Speculative Solution
Florian Hecker
A multi-speaker, electronic, spacious and spatial performance from Florian Hecker.
Arika have been creating events since 2001. The Archive is space to share the documentation of our work, over 600 events from the past 20 years. Browse the archive by event, artists and collections, explore using theme pairs, or use the index for a comprehensive overview.
A multi-speaker, electronic, spacious and spatial performance from Florian Hecker.
Thirty lucky Instal punters experience Kylie’s pre-match aggro workout one-on-one in the darkness of an Arches dressing room.
For this day-long festival, sex workers and their allies from New York, the tri-state area, and Europe will gather at MoMA PS1 to debate, perform, dance, strategize & share knowledge.
A double bill. A simple first person, Dundee-specific tracking shot that approaches the cinema/ screen/ space the film will eventually be shown in and in Brazilian opera house, a fixed camera gazes at a local audience from the stage: a choir, hidden in the orchestra pit, sings and gradually fades to silence.
Julius’ “small music” features simple snatches of found sound, played back through small speakers, often set in bowls of pigment and dirt which shimmies in the vibrations.
Rather than asking the state for services, what kinds of change are made possible when we prioritise people supporting each other?
Polly Shang Kuan Band coven leader and Sick Head’s psychedelic shaman Nackt Insecten make hex ritual to birth a new astral being….. Smack Insecten.
The 2006 INSTAL festival saw a broad selection of artists that included Blood Stereo and Ludo Mich, Ellen Fullman and Sean Meehan, Keiji Haino and Tony Conrad and a specially created performance by Maryanne Amacher.
Guy Sherwin gives a kind of annotated, chat through his optical sound films
When we look, how do we objectify the body; how can we reflect on our (self) image as a construction?
One of the most compelling Indigenous voices of her generation discusses practices of Indigenous Resurgence drawn from Nishnaabeg poetic knowledge.
John Mullarkey sets in a wider context our understanding of Alain Badiou and Francois Laruelle, two of the most radical philosophers in Europe today.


■ Directions for this task
Only one span is wanted from the lines below: from the one with "For every button, label, input, icon, or" up to and including the one with "Localize each UI". Copy it exactly, without images.

■ Data to process
══════════

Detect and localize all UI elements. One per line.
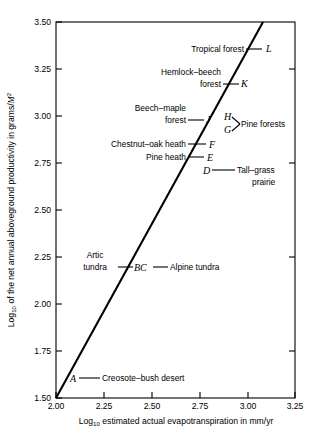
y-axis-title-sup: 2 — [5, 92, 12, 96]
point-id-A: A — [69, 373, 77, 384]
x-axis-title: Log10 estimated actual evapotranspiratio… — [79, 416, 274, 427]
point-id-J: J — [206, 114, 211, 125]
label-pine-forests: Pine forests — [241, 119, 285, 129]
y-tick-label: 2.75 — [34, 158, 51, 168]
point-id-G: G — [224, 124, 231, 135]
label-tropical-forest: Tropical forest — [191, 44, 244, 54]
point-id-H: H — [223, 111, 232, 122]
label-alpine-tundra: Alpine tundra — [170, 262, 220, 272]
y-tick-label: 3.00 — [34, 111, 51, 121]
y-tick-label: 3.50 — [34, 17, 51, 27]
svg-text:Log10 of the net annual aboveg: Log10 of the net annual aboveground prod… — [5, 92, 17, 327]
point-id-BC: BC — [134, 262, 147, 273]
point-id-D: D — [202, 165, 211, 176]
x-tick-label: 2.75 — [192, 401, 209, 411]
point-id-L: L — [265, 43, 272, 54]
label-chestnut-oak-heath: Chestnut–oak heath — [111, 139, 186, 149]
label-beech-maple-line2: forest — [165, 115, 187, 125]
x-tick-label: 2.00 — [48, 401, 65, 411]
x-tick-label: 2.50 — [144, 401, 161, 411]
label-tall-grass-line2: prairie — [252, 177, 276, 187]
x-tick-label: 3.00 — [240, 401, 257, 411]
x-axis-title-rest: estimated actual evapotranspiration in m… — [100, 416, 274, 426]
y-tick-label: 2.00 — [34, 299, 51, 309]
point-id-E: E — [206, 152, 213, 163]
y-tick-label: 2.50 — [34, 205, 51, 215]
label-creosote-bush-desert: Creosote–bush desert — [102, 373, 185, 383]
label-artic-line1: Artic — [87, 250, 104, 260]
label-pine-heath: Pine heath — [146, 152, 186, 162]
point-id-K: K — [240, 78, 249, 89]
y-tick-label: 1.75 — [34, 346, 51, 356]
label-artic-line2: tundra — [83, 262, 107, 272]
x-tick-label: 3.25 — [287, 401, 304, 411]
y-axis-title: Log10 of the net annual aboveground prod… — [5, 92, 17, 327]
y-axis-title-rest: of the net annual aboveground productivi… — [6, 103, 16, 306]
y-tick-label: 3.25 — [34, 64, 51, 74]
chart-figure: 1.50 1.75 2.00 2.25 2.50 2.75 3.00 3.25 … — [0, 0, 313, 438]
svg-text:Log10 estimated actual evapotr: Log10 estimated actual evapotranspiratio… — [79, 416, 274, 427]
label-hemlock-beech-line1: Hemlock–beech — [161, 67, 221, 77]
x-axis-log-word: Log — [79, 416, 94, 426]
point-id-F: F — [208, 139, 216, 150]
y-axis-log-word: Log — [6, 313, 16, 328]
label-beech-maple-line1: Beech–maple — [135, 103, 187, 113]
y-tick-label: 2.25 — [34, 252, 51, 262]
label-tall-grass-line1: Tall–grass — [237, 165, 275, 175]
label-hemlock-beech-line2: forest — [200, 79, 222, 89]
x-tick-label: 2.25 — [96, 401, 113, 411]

══════════

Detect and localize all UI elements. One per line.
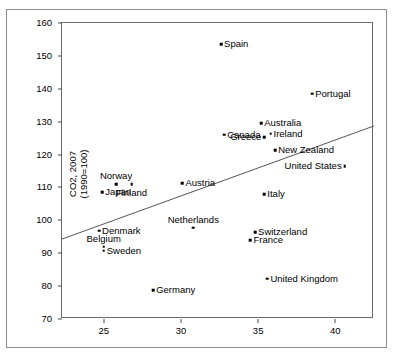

══════════

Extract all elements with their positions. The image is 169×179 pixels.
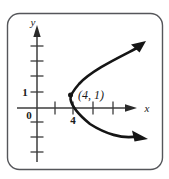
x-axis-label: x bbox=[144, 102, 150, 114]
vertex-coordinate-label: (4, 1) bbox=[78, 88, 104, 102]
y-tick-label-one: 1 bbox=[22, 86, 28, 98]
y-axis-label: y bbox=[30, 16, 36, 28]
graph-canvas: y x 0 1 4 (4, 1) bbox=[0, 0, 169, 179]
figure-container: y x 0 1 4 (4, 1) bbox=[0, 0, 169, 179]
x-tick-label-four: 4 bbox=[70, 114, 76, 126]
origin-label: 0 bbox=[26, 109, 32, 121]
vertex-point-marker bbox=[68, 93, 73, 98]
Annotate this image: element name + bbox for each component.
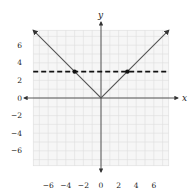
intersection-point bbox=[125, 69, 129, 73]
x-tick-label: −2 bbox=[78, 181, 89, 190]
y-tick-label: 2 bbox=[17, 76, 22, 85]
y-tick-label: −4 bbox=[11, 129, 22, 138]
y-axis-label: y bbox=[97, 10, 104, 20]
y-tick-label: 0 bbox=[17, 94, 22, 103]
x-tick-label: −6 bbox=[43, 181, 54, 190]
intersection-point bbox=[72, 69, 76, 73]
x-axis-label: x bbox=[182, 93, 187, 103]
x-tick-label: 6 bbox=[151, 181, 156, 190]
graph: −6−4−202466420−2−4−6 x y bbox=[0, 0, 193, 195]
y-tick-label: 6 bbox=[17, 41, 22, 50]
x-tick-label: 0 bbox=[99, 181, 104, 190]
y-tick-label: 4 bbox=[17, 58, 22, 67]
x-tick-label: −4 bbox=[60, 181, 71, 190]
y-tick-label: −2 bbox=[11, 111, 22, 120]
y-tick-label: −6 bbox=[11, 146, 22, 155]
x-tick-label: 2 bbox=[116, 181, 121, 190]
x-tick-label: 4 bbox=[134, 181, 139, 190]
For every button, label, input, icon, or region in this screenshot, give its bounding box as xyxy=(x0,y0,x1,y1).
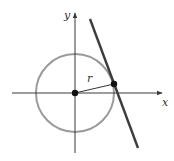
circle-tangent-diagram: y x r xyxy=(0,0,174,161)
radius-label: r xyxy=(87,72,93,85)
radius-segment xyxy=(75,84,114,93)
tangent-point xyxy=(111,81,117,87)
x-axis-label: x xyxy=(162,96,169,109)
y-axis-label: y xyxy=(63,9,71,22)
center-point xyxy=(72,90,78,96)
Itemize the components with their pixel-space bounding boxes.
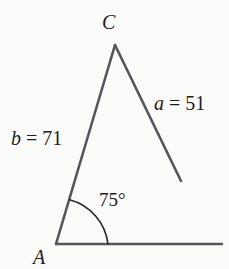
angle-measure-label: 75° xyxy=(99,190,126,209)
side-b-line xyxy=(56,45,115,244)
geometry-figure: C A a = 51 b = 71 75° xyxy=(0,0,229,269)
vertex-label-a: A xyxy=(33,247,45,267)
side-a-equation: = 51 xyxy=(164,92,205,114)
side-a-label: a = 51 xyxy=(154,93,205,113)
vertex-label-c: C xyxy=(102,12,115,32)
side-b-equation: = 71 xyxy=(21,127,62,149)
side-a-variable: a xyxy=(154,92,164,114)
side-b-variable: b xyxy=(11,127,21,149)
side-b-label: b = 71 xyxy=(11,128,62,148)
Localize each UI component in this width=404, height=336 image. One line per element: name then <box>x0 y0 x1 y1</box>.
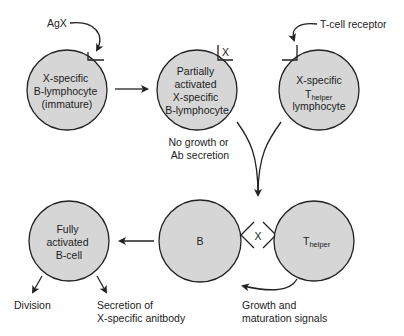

══════════

■ Output for this task
For every button, label, input, icon, or region in this screenshot, give its bounding box as xyxy=(x0,y0,x1,y1).
circle-tangent-diagram: y x r xyxy=(0,0,174,161)
radius-label: r xyxy=(87,72,93,85)
radius-segment xyxy=(75,84,114,93)
tangent-point xyxy=(111,81,117,87)
x-axis-label: x xyxy=(162,96,169,109)
y-axis-label: y xyxy=(63,9,71,22)
center-point xyxy=(72,90,78,96)
Itemize the components with their pixel-space bounding boxes.
angle-measure-label: 75° xyxy=(99,190,126,209)
side-b-line xyxy=(56,45,115,244)
geometry-figure: C A a = 51 b = 71 75° xyxy=(0,0,229,269)
vertex-label-a: A xyxy=(33,247,45,267)
side-a-equation: = 51 xyxy=(164,92,205,114)
side-a-label: a = 51 xyxy=(154,93,205,113)
vertex-label-c: C xyxy=(102,12,115,32)
side-b-equation: = 71 xyxy=(21,127,62,149)
side-a-variable: a xyxy=(154,92,164,114)
side-b-variable: b xyxy=(11,127,21,149)
side-b-label: b = 71 xyxy=(11,128,62,148)
Localize each UI component in this width=404, height=336 image. One line per element: name then <box>x0 y0 x1 y1</box>.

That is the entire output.